Tofa

The Tofa community

The Tofa (also Tofalar, Karagas) nation numbers about 600 persons, inhabiting three remote villages in the Sayan mountains of southern Siberia. For ten months of each year, these villages can be reached only by helicopter or by small, 1950′s vintage bi-planes. In the dead of winter, one can drive along frozen rivers in an all-terrain truck to reach Tofa villages. Their extreme isolation has proved to be both a hardship and a benefit, as the Tofa struggle with the collapse of their traditional hunting and reindeer herding lifestyle and the impending loss of their language and cultural traditions.

The Todzhu-Tyvan reindeer herders

Reindeer herding in Tyva is almost exclusively confined to the Tozhu-Tyvan people, a distinct ethnic subgroup who live in the remote Tozhu kozhuun, or region, of northeastern Tyva. The Tozhu-Tyvan reindeer herders should be viewed not as nomadic pastoralists per se, but rather as hunters and gatherers who maintain small herds of reindeer to facilitate their hunting lifestyle (as pack and riding animals and for their milk products).

The Tsengel Tuvans of Mongolia

About 1,400 ethnic Tuvans reside in Mongolia’s westernmost Bayan-Ölgii Aimag, in the small administrative district of tsengel sum. Referring to themselves simply as “Tuvans” (tyvalar),they are referred to by scholars geographically as the “Tsengel Tuvans,” “Altai Tuvans” (Taube 1994), or (referring to the nearby and much less numerous group residing in the P.R.C. the “Jungur Tuva”.

The Tsengel Tuvans make up one of several distinct sub-communities within Mongolia’s diverse Tuvan diaspora. Despite the lack of any state-sanctioned cultural institutions that would foster a distinct (e.g., non-Mongolian) ethnic identity, the Tsengel Tuvans appear to have successfully maintained much of their traditional practices, language, and cultural identity. Given their small numbers, their isolation and their position on the extreme periphery of the Tuvan culture area, the Tsengel Tuvans may represent an exemplary case of linguistic and cultural survival. Most of them still live as (semi-)nomadic herders of yaks, camels. goats and sheep. Moreover, they appear to have preserved their language and social structures to a much greater extent than have Mongolia’s other Tuvan groups.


- TASK GOAL
Return the data exactly, without pictures.

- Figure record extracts
↓

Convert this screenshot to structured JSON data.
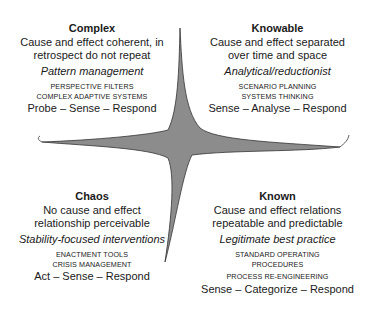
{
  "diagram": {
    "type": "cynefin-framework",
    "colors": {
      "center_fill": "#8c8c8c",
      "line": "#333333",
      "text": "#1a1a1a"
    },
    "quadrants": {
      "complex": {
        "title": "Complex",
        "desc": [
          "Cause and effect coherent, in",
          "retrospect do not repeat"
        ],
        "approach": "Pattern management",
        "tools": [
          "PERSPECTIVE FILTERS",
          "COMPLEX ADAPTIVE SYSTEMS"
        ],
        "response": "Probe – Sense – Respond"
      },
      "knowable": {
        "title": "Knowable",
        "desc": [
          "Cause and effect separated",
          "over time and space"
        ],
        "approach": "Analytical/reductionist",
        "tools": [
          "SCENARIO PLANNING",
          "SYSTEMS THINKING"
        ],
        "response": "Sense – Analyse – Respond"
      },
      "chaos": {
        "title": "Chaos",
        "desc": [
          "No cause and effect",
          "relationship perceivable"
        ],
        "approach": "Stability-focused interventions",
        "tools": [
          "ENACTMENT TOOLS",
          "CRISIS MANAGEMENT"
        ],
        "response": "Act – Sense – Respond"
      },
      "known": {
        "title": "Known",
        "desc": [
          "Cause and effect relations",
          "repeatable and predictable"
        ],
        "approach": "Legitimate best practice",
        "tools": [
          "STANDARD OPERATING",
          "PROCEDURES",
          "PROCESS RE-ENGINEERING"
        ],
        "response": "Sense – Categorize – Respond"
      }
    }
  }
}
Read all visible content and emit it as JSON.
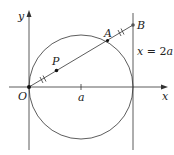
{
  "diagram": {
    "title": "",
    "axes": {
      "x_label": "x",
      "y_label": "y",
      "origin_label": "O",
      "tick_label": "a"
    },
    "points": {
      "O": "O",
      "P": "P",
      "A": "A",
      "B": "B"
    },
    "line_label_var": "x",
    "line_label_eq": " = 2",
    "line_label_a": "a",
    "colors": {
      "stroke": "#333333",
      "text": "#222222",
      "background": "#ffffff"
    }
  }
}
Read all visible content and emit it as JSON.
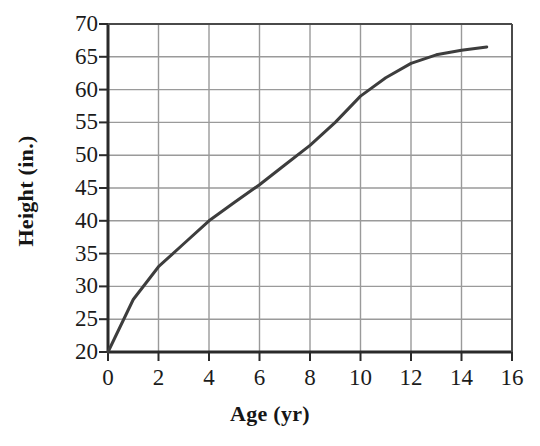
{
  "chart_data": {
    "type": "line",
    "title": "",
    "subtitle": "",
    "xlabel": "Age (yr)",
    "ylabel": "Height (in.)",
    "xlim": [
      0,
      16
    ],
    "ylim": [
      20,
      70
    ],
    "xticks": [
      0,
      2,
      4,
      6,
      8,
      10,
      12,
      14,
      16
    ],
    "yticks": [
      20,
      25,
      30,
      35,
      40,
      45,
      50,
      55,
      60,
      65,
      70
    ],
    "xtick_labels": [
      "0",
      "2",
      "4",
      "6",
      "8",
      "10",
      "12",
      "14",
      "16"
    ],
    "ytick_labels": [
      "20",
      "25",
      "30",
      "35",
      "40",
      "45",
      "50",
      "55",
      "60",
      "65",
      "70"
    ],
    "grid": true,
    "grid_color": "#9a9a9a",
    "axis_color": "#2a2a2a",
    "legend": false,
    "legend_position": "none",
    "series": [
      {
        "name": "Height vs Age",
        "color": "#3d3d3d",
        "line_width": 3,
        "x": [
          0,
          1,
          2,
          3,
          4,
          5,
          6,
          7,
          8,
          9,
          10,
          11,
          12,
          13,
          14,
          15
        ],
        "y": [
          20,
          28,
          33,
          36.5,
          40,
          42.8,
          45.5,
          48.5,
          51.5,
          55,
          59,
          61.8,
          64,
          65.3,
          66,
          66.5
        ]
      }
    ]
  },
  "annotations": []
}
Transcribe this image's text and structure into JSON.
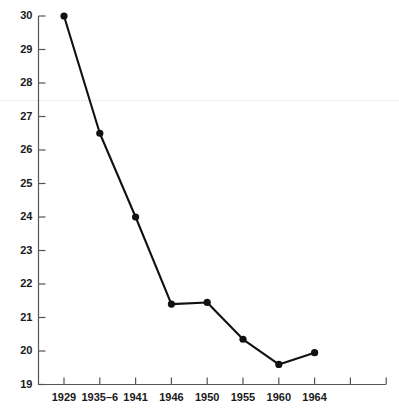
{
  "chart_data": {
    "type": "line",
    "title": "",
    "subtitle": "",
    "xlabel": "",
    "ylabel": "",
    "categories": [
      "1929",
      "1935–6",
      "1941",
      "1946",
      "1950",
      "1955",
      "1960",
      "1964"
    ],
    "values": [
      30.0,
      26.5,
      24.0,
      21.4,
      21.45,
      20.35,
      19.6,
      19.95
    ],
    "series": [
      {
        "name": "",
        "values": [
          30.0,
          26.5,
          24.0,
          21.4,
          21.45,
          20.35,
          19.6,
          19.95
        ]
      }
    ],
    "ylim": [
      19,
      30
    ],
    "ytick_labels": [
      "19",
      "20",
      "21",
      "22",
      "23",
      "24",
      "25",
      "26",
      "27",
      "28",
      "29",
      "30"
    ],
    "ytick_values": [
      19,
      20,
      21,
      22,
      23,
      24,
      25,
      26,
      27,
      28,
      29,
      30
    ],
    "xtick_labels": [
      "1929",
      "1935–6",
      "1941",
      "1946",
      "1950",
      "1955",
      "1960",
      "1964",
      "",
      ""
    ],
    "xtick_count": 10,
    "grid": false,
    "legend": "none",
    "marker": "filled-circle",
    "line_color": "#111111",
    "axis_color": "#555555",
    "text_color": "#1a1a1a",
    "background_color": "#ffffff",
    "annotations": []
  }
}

↑

- SOLUTION TO THE EXERCISE
Convert this screenshot to structured JSON data.
{
  "diagram": {
    "type": "cynefin-framework",
    "colors": {
      "center_fill": "#8c8c8c",
      "line": "#333333",
      "text": "#1a1a1a"
    },
    "quadrants": {
      "complex": {
        "title": "Complex",
        "desc": [
          "Cause and effect coherent, in",
          "retrospect do not repeat"
        ],
        "approach": "Pattern management",
        "tools": [
          "PERSPECTIVE FILTERS",
          "COMPLEX ADAPTIVE SYSTEMS"
        ],
        "response": "Probe – Sense – Respond"
      },
      "knowable": {
        "title": "Knowable",
        "desc": [
          "Cause and effect separated",
          "over time and space"
        ],
        "approach": "Analytical/reductionist",
        "tools": [
          "SCENARIO PLANNING",
          "SYSTEMS THINKING"
        ],
        "response": "Sense – Analyse – Respond"
      },
      "chaos": {
        "title": "Chaos",
        "desc": [
          "No cause and effect",
          "relationship perceivable"
        ],
        "approach": "Stability-focused interventions",
        "tools": [
          "ENACTMENT TOOLS",
          "CRISIS MANAGEMENT"
        ],
        "response": "Act – Sense – Respond"
      },
      "known": {
        "title": "Known",
        "desc": [
          "Cause and effect relations",
          "repeatable and predictable"
        ],
        "approach": "Legitimate best practice",
        "tools": [
          "STANDARD OPERATING",
          "PROCEDURES",
          "PROCESS RE-ENGINEERING"
        ],
        "response": "Sense – Categorize – Respond"
      }
    }
  }
}
Read all visible content and emit it as JSON.
{
  "diagram": {
    "title": "",
    "axes": {
      "x_label": "x",
      "y_label": "y",
      "origin_label": "O",
      "tick_label": "a"
    },
    "points": {
      "O": "O",
      "P": "P",
      "A": "A",
      "B": "B"
    },
    "line_label_var": "x",
    "line_label_eq": " = 2",
    "line_label_a": "a",
    "colors": {
      "stroke": "#333333",
      "text": "#222222",
      "background": "#ffffff"
    }
  }
}
Read all visible content and emit it as JSON.
{
  "chart_data": {
    "type": "line",
    "title": "",
    "subtitle": "",
    "xlabel": "Age (yr)",
    "ylabel": "Height (in.)",
    "xlim": [
      0,
      16
    ],
    "ylim": [
      20,
      70
    ],
    "xticks": [
      0,
      2,
      4,
      6,
      8,
      10,
      12,
      14,
      16
    ],
    "yticks": [
      20,
      25,
      30,
      35,
      40,
      45,
      50,
      55,
      60,
      65,
      70
    ],
    "xtick_labels": [
      "0",
      "2",
      "4",
      "6",
      "8",
      "10",
      "12",
      "14",
      "16"
    ],
    "ytick_labels": [
      "20",
      "25",
      "30",
      "35",
      "40",
      "45",
      "50",
      "55",
      "60",
      "65",
      "70"
    ],
    "grid": true,
    "grid_color": "#9a9a9a",
    "axis_color": "#2a2a2a",
    "legend": false,
    "legend_position": "none",
    "series": [
      {
        "name": "Height vs Age",
        "color": "#3d3d3d",
        "line_width": 3,
        "x": [
          0,
          1,
          2,
          3,
          4,
          5,
          6,
          7,
          8,
          9,
          10,
          11,
          12,
          13,
          14,
          15
        ],
        "y": [
          20,
          28,
          33,
          36.5,
          40,
          42.8,
          45.5,
          48.5,
          51.5,
          55,
          59,
          61.8,
          64,
          65.3,
          66,
          66.5
        ]
      }
    ]
  },
  "annotations": []
}
Transcribe this image's text and structure into JSON.
{
  "chart_data": {
    "type": "line",
    "title": "",
    "subtitle": "",
    "xlabel": "",
    "ylabel": "",
    "categories": [
      "1929",
      "1935–6",
      "1941",
      "1946",
      "1950",
      "1955",
      "1960",
      "1964"
    ],
    "values": [
      30.0,
      26.5,
      24.0,
      21.4,
      21.45,
      20.35,
      19.6,
      19.95
    ],
    "series": [
      {
        "name": "",
        "values": [
          30.0,
          26.5,
          24.0,
          21.4,
          21.45,
          20.35,
          19.6,
          19.95
        ]
      }
    ],
    "ylim": [
      19,
      30
    ],
    "ytick_labels": [
      "19",
      "20",
      "21",
      "22",
      "23",
      "24",
      "25",
      "26",
      "27",
      "28",
      "29",
      "30"
    ],
    "ytick_values": [
      19,
      20,
      21,
      22,
      23,
      24,
      25,
      26,
      27,
      28,
      29,
      30
    ],
    "xtick_labels": [
      "1929",
      "1935–6",
      "1941",
      "1946",
      "1950",
      "1955",
      "1960",
      "1964",
      "",
      ""
    ],
    "xtick_count": 10,
    "grid": false,
    "legend": "none",
    "marker": "filled-circle",
    "line_color": "#111111",
    "axis_color": "#555555",
    "text_color": "#1a1a1a",
    "background_color": "#ffffff",
    "annotations": []
  }
}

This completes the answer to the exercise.